To Clearly See the Task That Lies Before Us
Posted: Apr 27, 2020
This instalment of Reflections in the time of COVID-19 features Debbie-Ann Chambers of the University of the West Indies at Mona, Jamaica
The COVID-19 pandemic ought to snatch us from whatever lingering illusion there is of a “post-colonial” world. The events are revealing for anyone willing to pay attention. For example, in my own country, Jamaica, a small island nation in the global south, working class and poor black people are squeezed together, unmasked, in lines for bread and Western Union remittances. The fear of going hungry outweighs the fear of viral infection.
Here, we have a saying— “donkey say the world not level.” The saying is true. Those who were already “competing” from marginalized positionalities are at even more risk of “falling” on uneven ground. The donkey is not deluded after all, but wise about certain truths, like the legacy of colonization. This is a legacy fraught with structural violence and various dehumanizations; a legacy that pervades our current public health system, our political and economic system, and for those of us who are psychologists, even our practices.
Perhaps I do not sound hopeful. The truth is, at times I am not. Yet, at other times, I remember Paulo Freire (1994) who noted that hope is not an act of wishful thinking. It is commitment to struggle, to looking for the opportunities for transformation, no matter the obstacles. So, the question is—where does my hope lie? It lies in the creativity of my people, who sing, dance, and “turn hand and mek fashion” (make something out of nothing). I have seen this modelled beautifully in the anti-colonial group psychotherapeutic models of Professor Frederick Hickling (2007), a black Jamaican transcultural psychiatrist and a mentor with whom I work. The resilience and the poetry of resistance that emerge from this group work are profound. My hope is also in ancestral wisdom—the same wisdom that taught me to put clothes out on a sheet of zinc for the sun to “beat” (interestingly, scientists are finding curative effects of heat and humidity on the virus). Ironically, this is the wisdom colonization labels “backward.”
To fully commit to the hope for liberation, we must engage in authentic dialogue with each other – specifically, dialogue that negates dualism and catalyses psychic centrality (Hickling et al., 2010), that is, the collective wisdom of the group. Dialogue helps us to remember the colonial masters’ methodologies and to recall ancestral wisdom erased by “progress” and “development.” Dialogue is what will resurrect us from this pandemic, changed for the common good.
The opportunity to share this blog is one step in my commitment to the struggle: an opportunity for transformative dialogue despite our many obstacles, including the threat to despair. Another step is making room for spaces of engagement with others from all walks of life in Jamaica and outside of Jamaica. Isn’t this what a psychologist ought to do? In our “post-colonial” illusions, we can lose sight of the need for decolonization, but our hope for a liberated future post-COVID-19 depends on our ability to clearly see the task that lies before us.
References
Freire, P., Freire, A. M. A., & Freire, P. (1994). Pedagogy of hope: Reliving Pedagogy of the oppressed. New York: Continuum
Hickling, F.W. (2007) Psychohistoriography: A Postcolonial psychoanalytic and psychotherapeutic model. Mona Jamaica CARIMENSA Press University of the West Indies
Hickling F.W., Guzder J., Robertson-Hickling H., Snow S., and Kirmayer LJ. (2010) Psychic Centrality: Reflections on Two Psychohistoriographic Workshops in Montreal. Transcult. Psychiatry, 47; 136-158
Author Bio
Debbie-Ann Chambers, Ph.D. is a counselling psychologist working in Jamaica at the University of the West Indies (Mona). She is committed to the liberation psychologies, to the love of poetry, and to the messy process of her own decolonization.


- Task goal
Scan the material below for the word "into", then copy every line in which it appears.

- Data for the task
──────────────────────────────

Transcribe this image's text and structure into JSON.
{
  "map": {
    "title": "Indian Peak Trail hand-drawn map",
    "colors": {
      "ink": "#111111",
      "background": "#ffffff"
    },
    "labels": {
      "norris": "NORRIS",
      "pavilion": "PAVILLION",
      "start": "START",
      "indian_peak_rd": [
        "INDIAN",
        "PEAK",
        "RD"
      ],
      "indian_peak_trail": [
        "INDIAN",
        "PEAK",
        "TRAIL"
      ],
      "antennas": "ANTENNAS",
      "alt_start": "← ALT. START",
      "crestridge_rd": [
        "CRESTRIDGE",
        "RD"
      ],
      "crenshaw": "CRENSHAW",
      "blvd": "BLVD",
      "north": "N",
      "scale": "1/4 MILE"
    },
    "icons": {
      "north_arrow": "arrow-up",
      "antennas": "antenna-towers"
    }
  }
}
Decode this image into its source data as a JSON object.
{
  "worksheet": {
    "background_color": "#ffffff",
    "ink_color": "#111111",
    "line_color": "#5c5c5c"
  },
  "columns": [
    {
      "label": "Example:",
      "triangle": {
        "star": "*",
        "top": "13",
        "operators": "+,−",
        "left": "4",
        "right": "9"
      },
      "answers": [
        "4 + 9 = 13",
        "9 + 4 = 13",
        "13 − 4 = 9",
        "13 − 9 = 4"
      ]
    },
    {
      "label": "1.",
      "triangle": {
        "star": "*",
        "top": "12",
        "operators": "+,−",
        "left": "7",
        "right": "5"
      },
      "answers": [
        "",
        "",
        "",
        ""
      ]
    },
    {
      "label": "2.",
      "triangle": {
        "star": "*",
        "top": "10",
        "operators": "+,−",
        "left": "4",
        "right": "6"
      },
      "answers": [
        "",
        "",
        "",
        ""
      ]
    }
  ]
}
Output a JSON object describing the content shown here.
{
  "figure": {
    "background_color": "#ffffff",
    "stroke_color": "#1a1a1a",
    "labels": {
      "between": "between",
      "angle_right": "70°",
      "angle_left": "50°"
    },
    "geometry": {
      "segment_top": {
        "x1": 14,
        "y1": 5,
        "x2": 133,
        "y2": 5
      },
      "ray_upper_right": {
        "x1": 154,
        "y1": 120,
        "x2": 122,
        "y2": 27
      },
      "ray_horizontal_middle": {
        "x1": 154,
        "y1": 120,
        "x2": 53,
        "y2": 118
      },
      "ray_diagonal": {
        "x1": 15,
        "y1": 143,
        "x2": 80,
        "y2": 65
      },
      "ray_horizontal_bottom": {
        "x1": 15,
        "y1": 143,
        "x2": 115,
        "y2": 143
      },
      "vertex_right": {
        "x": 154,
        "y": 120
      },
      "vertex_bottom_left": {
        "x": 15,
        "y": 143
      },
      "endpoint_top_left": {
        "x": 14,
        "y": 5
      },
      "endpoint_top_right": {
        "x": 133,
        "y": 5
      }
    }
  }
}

──────────────────────────────

- Answer to the problem
Transcribe this image's text and structure into JSON.
Decode this image into its source data as a JSON object.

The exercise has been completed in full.